STAR WARS Brings Back Classic X-Wing Rivalries in THE MANDALORIAN AND GROGU

Star Wars is gearing up for its return to theaters this May with The Mandalorian and Grogu, and while Lucasfilm is still keeping the story locked down tight, new details are starting to slip through.

What’s coming into focus is something longtime fans are going to appreciate. The franchise isn’t just pushing forward, it’s reaching back and pulling one of its most beloved Legends-era concepts into canon.

We already know Pedro Pascal’s Din Djarin is tracking down remnants of the fallen Empire, which somehow leads him into conflict with the Hutts. Beyond that, the specifics are still mostly under wraps.

Jonny Coyne is confirmed to play an Imperial warlord named Janu, though even that name might not be the full story. Jon Favreau has teased that audiences will “like his name” when it’s finally revealed, which feels like a hint that there’s more going on with this character than meets the eye.

Now, here’s where things get a lot more interesting.

A newly published set of character descriptions from Odeon UK points to a major element of the film that feels ripped straight out of the old Expanded Universe playbook.

Coyne’s character isn’t just another Imperial holdout, he’s a skilled starfighter pilot and direct rival to Trapper Wolf, played by The Mandalorian producer Dave Filoni.

Here’s the official description: “In the brimstone-red corner, Jonny Coyne plays a survivor from the fall of the Galactic Empire, now leading a brutal splinter group.

“Meanwhile, in the electric-blue corner, Mandalorian and Grogu producer Dave Filoni plays the New Republic’s X-Wing ace Trapper Wolf. In this dogfight-to-end-all-dogfights, someone is going down.”

That setup instantly calls back to the legendary X-Wing novels by Michael A. Stackpole and Aaron Allston, which focused on elite pilots locked in high-stakes space battles rather than Force users clashing with lightsabers.

Those stories built intense rivalries, squad dynamics, and war stories that felt grounded in a different side of the galaxy.

Back in 2014, Disney rebranded those stories as Legends, effectively removing them from official canon. But over time, pieces of that material have slowly been reworked and reintroduced. According to Dave Filoni, that’s very much intentional.

Speaking at Star Wars Celebration 2025, Filoni explained his approach to continuity: “I deal with Star Wars history in that way–even though a lot has been shaken up over the years, there are certain pillars that I like to stick to,” he explained. This is why so much of the timeline matches up so well.

That philosophy seems to be guiding what we’re seeing here. Instead of directly adapting the X-Wing books, Lucasfilm appears to be reshaping their core ideas into something new.

The film introduces a group known as the Adelphi Rangers, led by Sigourney Weaver’s Colonel Ward, with Filoni’s Trapper Wolf among their ranks. It’s hard not to see them as a spiritual successor to Rogue Squadron and Wraith Squadron.

Those original novels stood out because they told war stories from the cockpit. They focused on strategy, camaraderie, and survival, showing how a small group of pilots could shift the balance of power in a fragile post-Return of the Jedi galaxy. If The Mandalorian and Grogu is tapping into that energy, it could bring a fresh kind of energy to the big screen.

It also lines up with where Star Wars seems to be heading overall. Space combat is clearly becoming a bigger focus again, especially with Shawn Levy developing Star Wars: Starfighter for release next year. Even though that project takes place in a different era, the emphasis on pilots and dogfights suggests a shared direction.

Between Din Djarin’s ground-level story and what looks like full-scale aerial battles unfolding above him, this movie could end up delivering the best of both worlds.

If Lucasfilm really is pulling from the DNA of those classic X-Wing stories, fans might finally get to see one of the coolest corners of Star Wars fully realized in live-action.

And if that “dogfight-to-end-all-dogfights” lives up to its promise, this could be the kind of high-speed, blaster-fueled chaos the franchise has been missing on the big screen!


Work order ->
Go through the entries below and work out how many lines include "this". Answer with the number only.

Data shown ->
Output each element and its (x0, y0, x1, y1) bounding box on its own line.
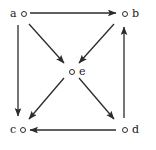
node-d: d (122, 124, 139, 135)
node-a-label: a (10, 8, 17, 19)
edge-b-to-e (79, 24, 114, 63)
node-e-marker-icon (69, 69, 75, 75)
edge-e-to-d (79, 78, 114, 119)
node-c: c (10, 124, 26, 135)
edge-a-to-e (29, 24, 64, 63)
node-e: e (69, 66, 86, 77)
node-d-marker-icon (122, 127, 128, 133)
node-a-marker-icon (21, 11, 27, 17)
node-b-label: b (132, 8, 139, 19)
node-b: b (122, 8, 139, 19)
node-e-label: e (79, 66, 86, 77)
edge-e-to-c (29, 78, 64, 119)
node-b-marker-icon (122, 11, 128, 17)
node-c-marker-icon (20, 127, 26, 133)
node-d-label: d (132, 124, 139, 135)
graph-diagram: a b c d e (0, 0, 156, 150)
node-c-label: c (10, 124, 16, 135)
node-a: a (10, 8, 27, 19)
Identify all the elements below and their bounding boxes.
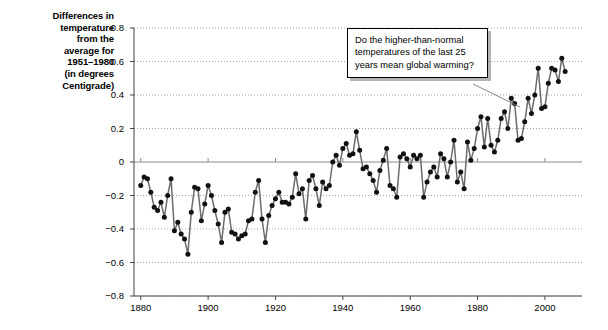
x-tick-label: 1940 <box>323 303 363 313</box>
x-tick-label: 1880 <box>121 303 161 313</box>
y-tick-label: −0.4 <box>96 224 124 234</box>
data-point <box>179 232 184 237</box>
data-point <box>354 129 359 134</box>
data-point <box>482 144 487 149</box>
data-point <box>334 153 339 158</box>
data-point <box>458 170 463 175</box>
data-point <box>364 165 369 170</box>
data-point <box>162 215 167 220</box>
y-axis-label-line-1: Differences in <box>8 10 114 22</box>
data-point <box>428 170 433 175</box>
temperature-anomaly-chart: Differences in temperature from the aver… <box>0 0 608 330</box>
data-point <box>199 218 204 223</box>
data-point <box>421 195 426 200</box>
data-point <box>418 153 423 158</box>
data-point <box>148 190 153 195</box>
data-point <box>266 213 271 218</box>
data-point <box>465 139 470 144</box>
data-point <box>165 193 170 198</box>
data-point <box>425 180 430 185</box>
data-point <box>260 216 265 221</box>
data-point <box>330 160 335 165</box>
data-point <box>226 206 231 211</box>
data-point <box>313 186 318 191</box>
y-tick-label: 0.2 <box>96 124 124 134</box>
data-point <box>542 104 547 109</box>
data-point <box>374 190 379 195</box>
data-point <box>499 116 504 121</box>
y-tick-label: −0.2 <box>96 191 124 201</box>
data-point <box>300 186 305 191</box>
x-tick-label: 1980 <box>458 303 498 313</box>
data-point <box>489 143 494 148</box>
data-point <box>327 183 332 188</box>
y-axis-label-line-3: from the <box>8 33 114 45</box>
data-point <box>185 252 190 257</box>
data-point <box>182 237 187 242</box>
data-point <box>441 156 446 161</box>
data-point <box>408 165 413 170</box>
data-point <box>293 171 298 176</box>
y-tick-label: 0.6 <box>96 57 124 67</box>
data-point <box>196 186 201 191</box>
data-point <box>536 66 541 71</box>
data-point <box>381 158 386 163</box>
data-point <box>394 195 399 200</box>
data-point <box>559 56 564 61</box>
data-point <box>256 178 261 183</box>
data-point <box>435 175 440 180</box>
data-point <box>243 232 248 237</box>
data-point <box>556 79 561 84</box>
data-point <box>462 186 467 191</box>
y-tick-label: 0.4 <box>96 90 124 100</box>
data-point <box>431 165 436 170</box>
data-point <box>286 201 291 206</box>
data-point <box>145 176 150 181</box>
data-point <box>532 93 537 98</box>
data-point <box>438 151 443 156</box>
data-point <box>401 151 406 156</box>
y-axis-label-line-4: average for <box>8 45 114 57</box>
x-axis-tick-marks <box>141 158 545 300</box>
data-point <box>175 220 180 225</box>
data-point <box>189 210 194 215</box>
data-point <box>209 193 214 198</box>
data-point <box>202 201 207 206</box>
data-point <box>357 148 362 153</box>
data-point <box>219 240 224 245</box>
data-point <box>350 151 355 156</box>
data-point <box>452 138 457 143</box>
x-tick-label: 1920 <box>255 303 295 313</box>
data-point <box>303 216 308 221</box>
x-tick-label: 1960 <box>390 303 430 313</box>
y-axis-label-line-6: (in degrees <box>8 68 114 80</box>
data-point <box>468 158 473 163</box>
y-tick-label: 0 <box>96 157 124 167</box>
data-point <box>445 175 450 180</box>
data-point <box>310 173 315 178</box>
data-point <box>509 96 514 101</box>
data-point <box>478 114 483 119</box>
data-point <box>263 240 268 245</box>
data-point <box>212 208 217 213</box>
data-point <box>492 149 497 154</box>
data-point <box>563 69 568 74</box>
y-tick-label: 0.8 <box>96 23 124 33</box>
temperature-series-points <box>138 56 567 257</box>
data-point <box>270 203 275 208</box>
data-point <box>472 146 477 151</box>
data-point <box>253 190 258 195</box>
data-point <box>169 176 174 181</box>
x-tick-label: 2000 <box>525 303 565 313</box>
y-axis-tick-marks <box>130 28 134 296</box>
data-point <box>371 178 376 183</box>
y-tick-label: −0.6 <box>96 258 124 268</box>
data-point <box>404 156 409 161</box>
data-point <box>526 96 531 101</box>
data-point <box>367 171 372 176</box>
data-point <box>233 232 238 237</box>
data-point <box>320 180 325 185</box>
data-point <box>377 168 382 173</box>
data-point <box>522 119 527 124</box>
callout-box: Do the higher-than-normal temperatures o… <box>347 28 488 78</box>
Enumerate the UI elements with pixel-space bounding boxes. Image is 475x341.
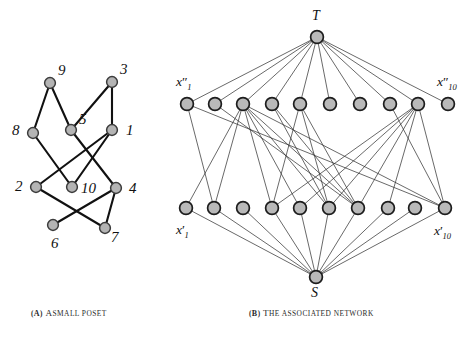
network-node-xpp4[interactable] bbox=[266, 98, 279, 111]
network-node-xp4[interactable] bbox=[266, 202, 279, 215]
network-node-xpp9[interactable] bbox=[412, 98, 425, 111]
network-edge-xpp1-T bbox=[187, 37, 317, 104]
poset-node-label-7: 7 bbox=[111, 229, 119, 246]
network-edge-group bbox=[186, 37, 448, 277]
network-edge-xpp9-xp6 bbox=[329, 104, 418, 208]
poset-node-label-9: 9 bbox=[58, 62, 66, 79]
poset-node-1[interactable] bbox=[107, 125, 118, 136]
network-edge-xpp9-xp10 bbox=[418, 104, 445, 208]
network-edge-S-xp2 bbox=[214, 208, 316, 277]
network-node-xpp8[interactable] bbox=[384, 98, 397, 111]
network-node-xpp1[interactable] bbox=[181, 98, 194, 111]
network-node-xp10[interactable] bbox=[439, 202, 452, 215]
subfigure-a-tag: (A) bbox=[31, 310, 43, 318]
network-node-xp5[interactable] bbox=[294, 202, 307, 215]
network-edge-xpp3-T bbox=[243, 37, 317, 104]
network-node-label-xp1: x′1 bbox=[176, 222, 189, 240]
poset-node-8[interactable] bbox=[28, 128, 39, 139]
network-edge-S-xp9 bbox=[316, 208, 415, 277]
network-node-xp1[interactable] bbox=[180, 202, 193, 215]
network-node-xp7[interactable] bbox=[352, 202, 365, 215]
network-edge-xpp4-xp6 bbox=[272, 104, 329, 208]
network-edge-xpp3-xp2 bbox=[214, 104, 243, 208]
subfigure-a-caption-lead: A bbox=[45, 308, 52, 318]
poset-node-4[interactable] bbox=[111, 183, 122, 194]
network-edge-xpp2-xp7 bbox=[215, 104, 358, 208]
poset-node-9[interactable] bbox=[45, 78, 56, 89]
poset-node-label-4: 4 bbox=[129, 180, 137, 197]
network-node-label-xpp1: x″1 bbox=[176, 74, 191, 92]
network-node-S[interactable] bbox=[310, 271, 323, 284]
poset-node-label-2: 2 bbox=[15, 178, 23, 195]
network-node-label-xp10: x′10 bbox=[434, 223, 451, 241]
poset-node-7[interactable] bbox=[100, 223, 111, 234]
network-node-label-S: S bbox=[311, 285, 318, 301]
poset-node-5[interactable] bbox=[66, 125, 77, 136]
network-edge-xpp9-xp7 bbox=[358, 104, 418, 208]
network-node-label-T: T bbox=[312, 8, 320, 24]
network-edge-xpp9-xp5 bbox=[300, 104, 418, 208]
poset-edge-9-8 bbox=[33, 83, 50, 133]
network-edge-xpp3-xp4 bbox=[243, 104, 272, 208]
network-node-label-xpp10: x″10 bbox=[437, 74, 457, 92]
network-edge-S-xp5 bbox=[300, 208, 316, 277]
subfigure-b-tag: (B) bbox=[249, 310, 260, 318]
figure-svg bbox=[0, 0, 475, 341]
poset-edge-8-10 bbox=[33, 133, 72, 187]
network-node-xp2[interactable] bbox=[208, 202, 221, 215]
network-edge-xpp8-xp10 bbox=[390, 104, 445, 208]
network-node-group bbox=[180, 31, 455, 284]
poset-node-label-10: 10 bbox=[81, 180, 96, 197]
network-node-xpp6[interactable] bbox=[324, 98, 337, 111]
network-edge-xpp3-xp5 bbox=[243, 104, 300, 208]
poset-node-label-1: 1 bbox=[126, 122, 134, 139]
poset-edge-3-5 bbox=[71, 82, 112, 130]
network-edge-S-xp4 bbox=[272, 208, 316, 277]
network-edge-xpp5-xp6 bbox=[300, 104, 329, 208]
poset-node-label-8: 8 bbox=[12, 122, 20, 139]
network-node-T[interactable] bbox=[311, 31, 324, 44]
network-edge-S-xp1 bbox=[186, 208, 316, 277]
poset-node-label-6: 6 bbox=[51, 235, 59, 252]
network-node-xpp2[interactable] bbox=[209, 98, 222, 111]
network-node-xpp7[interactable] bbox=[354, 98, 367, 111]
figure-container: 93851210467 TSx″1x″10x′1x′10 (A) ASMALL … bbox=[0, 0, 475, 341]
poset-node-label-5: 5 bbox=[79, 111, 87, 128]
network-edge-xpp9-T bbox=[317, 37, 418, 104]
poset-edge-1-2 bbox=[36, 130, 112, 187]
network-edge-S-xp3 bbox=[243, 208, 316, 277]
network-edge-xpp5-xp7 bbox=[300, 104, 358, 208]
poset-edge-group bbox=[33, 82, 116, 228]
network-node-xp9[interactable] bbox=[409, 202, 422, 215]
network-node-xp8[interactable] bbox=[382, 202, 395, 215]
network-edge-xpp4-T bbox=[272, 37, 317, 104]
network-edge-xpp5-T bbox=[300, 37, 317, 104]
network-edge-xpp10-T bbox=[317, 37, 448, 104]
subfigure-b-caption: (B) THE ASSOCIATED NETWORK bbox=[249, 308, 374, 318]
network-node-xpp5[interactable] bbox=[294, 98, 307, 111]
subfigure-a-caption-rest: SMALL POSET bbox=[53, 309, 107, 318]
poset-node-label-3: 3 bbox=[120, 61, 128, 78]
network-edge-xpp1-xp2 bbox=[187, 104, 214, 208]
poset-node-10[interactable] bbox=[67, 182, 78, 193]
network-node-xp6[interactable] bbox=[323, 202, 336, 215]
poset-node-3[interactable] bbox=[107, 77, 118, 88]
poset-node-2[interactable] bbox=[31, 182, 42, 193]
network-edge-xpp9-xp8 bbox=[388, 104, 418, 208]
network-edge-xpp3-xp1 bbox=[186, 104, 243, 208]
network-edge-xpp3-xp10 bbox=[243, 104, 445, 208]
subfigure-b-caption-rest: HE ASSOCIATED NETWORK bbox=[269, 309, 374, 318]
network-edge-S-xp10 bbox=[316, 208, 445, 277]
network-edge-xpp2-T bbox=[215, 37, 317, 104]
network-node-xpp10[interactable] bbox=[442, 98, 455, 111]
poset-node-6[interactable] bbox=[48, 220, 59, 231]
subfigure-a-caption: (A) ASMALL POSET bbox=[31, 308, 107, 318]
poset-edge-9-5 bbox=[50, 83, 71, 130]
network-node-xp3[interactable] bbox=[237, 202, 250, 215]
network-node-xpp3[interactable] bbox=[237, 98, 250, 111]
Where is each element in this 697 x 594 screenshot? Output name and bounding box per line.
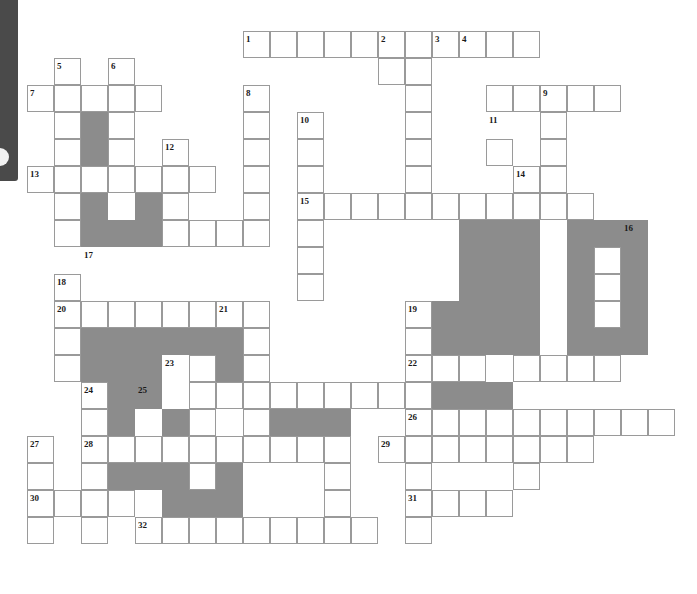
grid-cell[interactable] — [297, 382, 324, 409]
grid-cell[interactable] — [135, 85, 162, 112]
grid-cell[interactable] — [567, 85, 594, 112]
grid-cell[interactable] — [540, 355, 567, 382]
grid-cell[interactable] — [459, 436, 486, 463]
grid-cell[interactable] — [54, 112, 81, 139]
grid-cell[interactable] — [297, 193, 324, 220]
grid-cell[interactable] — [162, 301, 189, 328]
grid-cell[interactable] — [108, 490, 135, 517]
grid-cell[interactable] — [324, 517, 351, 544]
grid-cell[interactable] — [135, 436, 162, 463]
grid-cell[interactable] — [594, 301, 621, 328]
grid-cell[interactable] — [297, 274, 324, 301]
grid-cell[interactable] — [459, 409, 486, 436]
grid-cell[interactable] — [378, 193, 405, 220]
grid-cell[interactable] — [189, 463, 216, 490]
grid-cell[interactable] — [189, 355, 216, 382]
grid-cell[interactable] — [432, 490, 459, 517]
grid-cell[interactable] — [540, 112, 567, 139]
grid-cell[interactable] — [594, 274, 621, 301]
grid-cell[interactable] — [270, 436, 297, 463]
grid-cell[interactable] — [297, 112, 324, 139]
grid-cell[interactable] — [27, 490, 54, 517]
grid-cell[interactable] — [243, 355, 270, 382]
grid-cell[interactable] — [486, 490, 513, 517]
grid-cell[interactable] — [459, 31, 486, 58]
grid-cell[interactable] — [243, 436, 270, 463]
grid-cell[interactable] — [54, 301, 81, 328]
grid-cell[interactable] — [378, 436, 405, 463]
grid-cell[interactable] — [324, 490, 351, 517]
grid-cell[interactable] — [135, 166, 162, 193]
grid-cell[interactable] — [54, 166, 81, 193]
grid-cell[interactable] — [81, 166, 108, 193]
grid-cell[interactable] — [108, 436, 135, 463]
grid-cell[interactable] — [297, 517, 324, 544]
grid-cell[interactable] — [216, 436, 243, 463]
grid-cell[interactable] — [405, 436, 432, 463]
grid-cell[interactable] — [648, 409, 675, 436]
grid-cell[interactable] — [405, 490, 432, 517]
grid-cell[interactable] — [54, 220, 81, 247]
grid-cell[interactable] — [432, 31, 459, 58]
grid-cell[interactable] — [405, 193, 432, 220]
grid-cell[interactable] — [81, 463, 108, 490]
grid-cell[interactable] — [513, 31, 540, 58]
grid-cell[interactable] — [486, 31, 513, 58]
grid-cell[interactable] — [54, 274, 81, 301]
grid-cell[interactable] — [540, 409, 567, 436]
grid-cell[interactable] — [243, 139, 270, 166]
crossword-grid[interactable]: 1234567891011121314151617181920212223242… — [0, 0, 697, 594]
grid-cell[interactable] — [243, 193, 270, 220]
grid-cell[interactable] — [81, 490, 108, 517]
grid-cell[interactable] — [81, 409, 108, 436]
grid-cell[interactable] — [297, 139, 324, 166]
grid-cell[interactable] — [378, 382, 405, 409]
grid-cell[interactable] — [243, 85, 270, 112]
grid-cell[interactable] — [405, 85, 432, 112]
grid-cell[interactable] — [162, 220, 189, 247]
grid-cell[interactable] — [216, 517, 243, 544]
grid-cell[interactable] — [108, 58, 135, 85]
grid-cell[interactable] — [513, 193, 540, 220]
grid-cell[interactable] — [351, 517, 378, 544]
grid-cell[interactable] — [243, 31, 270, 58]
grid-cell[interactable] — [486, 85, 513, 112]
grid-cell[interactable] — [270, 31, 297, 58]
grid-cell[interactable] — [513, 463, 540, 490]
grid-cell[interactable] — [405, 355, 432, 382]
grid-cell[interactable] — [594, 247, 621, 274]
grid-cell[interactable] — [378, 31, 405, 58]
grid-cell[interactable] — [459, 355, 486, 382]
grid-cell[interactable] — [27, 166, 54, 193]
grid-cell[interactable] — [324, 193, 351, 220]
grid-cell[interactable] — [270, 517, 297, 544]
grid-cell[interactable] — [108, 112, 135, 139]
grid-cell[interactable] — [243, 112, 270, 139]
grid-cell[interactable] — [459, 193, 486, 220]
grid-cell[interactable] — [513, 355, 540, 382]
grid-cell[interactable] — [324, 31, 351, 58]
grid-cell[interactable] — [378, 58, 405, 85]
grid-cell[interactable] — [81, 301, 108, 328]
grid-cell[interactable] — [270, 382, 297, 409]
grid-cell[interactable] — [540, 193, 567, 220]
grid-cell[interactable] — [486, 409, 513, 436]
grid-cell[interactable] — [351, 31, 378, 58]
grid-cell[interactable] — [513, 166, 540, 193]
grid-cell[interactable] — [108, 301, 135, 328]
grid-cell[interactable] — [108, 166, 135, 193]
grid-cell[interactable] — [432, 409, 459, 436]
grid-cell[interactable] — [297, 220, 324, 247]
grid-cell[interactable] — [243, 517, 270, 544]
grid-cell[interactable] — [108, 139, 135, 166]
grid-cell[interactable] — [405, 409, 432, 436]
grid-cell[interactable] — [540, 166, 567, 193]
grid-cell[interactable] — [189, 220, 216, 247]
grid-cell[interactable] — [243, 328, 270, 355]
grid-cell[interactable] — [162, 517, 189, 544]
grid-cell[interactable] — [432, 193, 459, 220]
grid-cell[interactable] — [243, 409, 270, 436]
grid-cell[interactable] — [351, 382, 378, 409]
grid-cell[interactable] — [27, 436, 54, 463]
grid-cell[interactable] — [54, 355, 81, 382]
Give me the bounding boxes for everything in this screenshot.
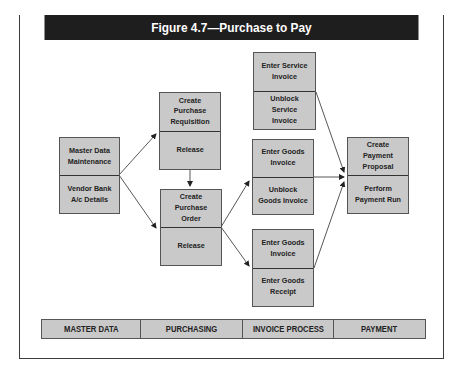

Reply to the task ->
2